For more than a decade, with growers, agronomists and Queensland Department of Agriculture and Fisheries researchers, the University of Queensland’s Professor Mike Bell has been assessing deep banding in GRDC-supported projects.
With both phosphorus and potassium immobile in the northern region’s clay soils, deep banding offers a way to ‘drought-proof’ soil nutrient supply. When crops dig deep for moisture, they will also have access to nutrients.
In Central Queensland, at sites with very low background phosphorus and potassium in both the topsoil and subsoil layers, chickpeas and sorghum have reacted differently in three main ways.
First is chickpeas’ conversion difference. Professor Bell says this might be related to nutrient uptake timing relative to the yield-determining processes. Chickpeas are slower to develop an extensive root system and proliferate roots in phosphorus bands, but when they do it is closer to the onset of flowering and pod addition.
Conversely, sorghum quickly develops a root system that can rapidly exploit phosphorus or potassium sources. But this early nutrient access occurs long before grain yield determination and might not contribute as directly to yield development.
For example, additional tillers that typically form in response to improved crop phosphorus status might not have sufficient moisture, or nutrition, to deliver higher grain yields later in the season.
Professor Bell says the second point to notice is that ‘poor’ sorghum crops can acquire more phosphorus and potassium from soils with a similar low-nutrient status compared to chickpeas.

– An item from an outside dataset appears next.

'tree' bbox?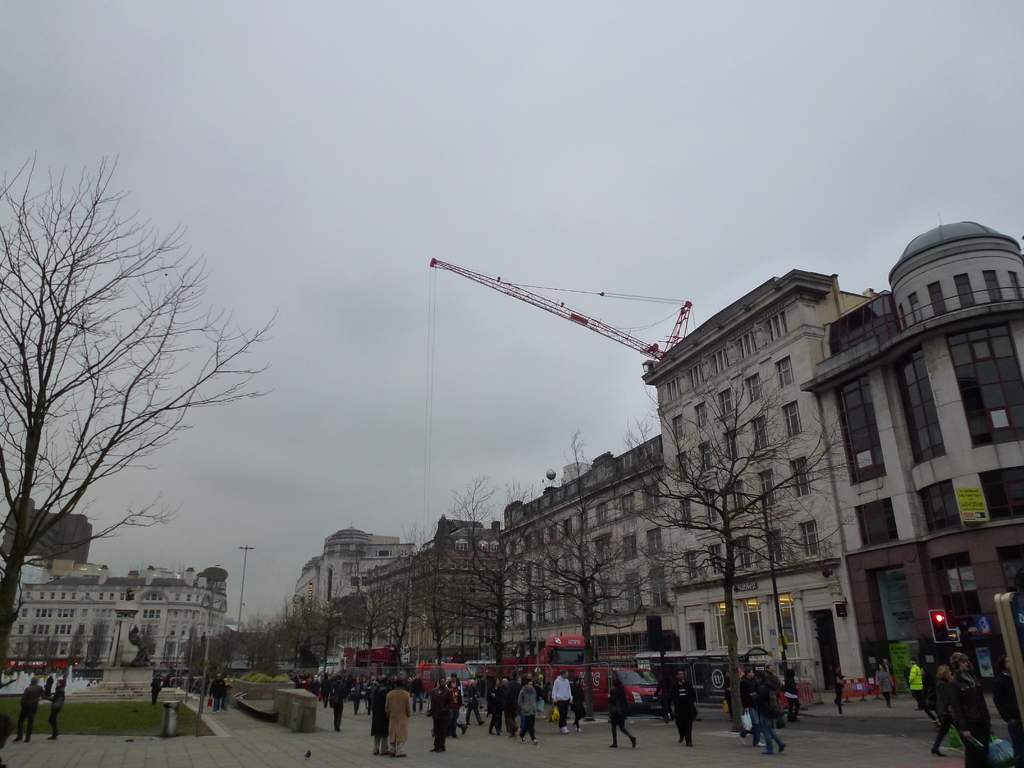
[86,618,108,675]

This is consistent with more-frequent in-season rainfall events in summer, which either enhance root access to stratified topsoil layers or allow deep bands to ‘re-wet,’ providing prolonged root access.
The third point is that there was no evidence of phosphorus or potassium luxury uptake from deep-banded fertilisers of either kind – additional uptake meant additional yield.
This suggests that for every additional kilogram of phosphorus or potassium acquired in these soils, a relatively predictable grain yield increase will occur. The higher the seasonal yield potential, the greater the crop nutrient requirement.
“While handy for discussions with the bank manager, this finding does highlight that a single application of deep bands of phosphorus and potassium will not be enough to overcome the yield constraints that have developed from prolonged nutrient run-down,” Professor Bell says.
“This is consistent with other glasshouse and lysimeter studies and supports the hypothesis that a multi-pronged approach to restoring soil fertility is required.”
While deep bands can produce significant and economic yield responses, they need to be combined with fertiliser strategies that also ensure adequate phosphorus and potassium is maintained in the topsoil layers, so crops can utilise multiple soil layers when seasonal conditions permit.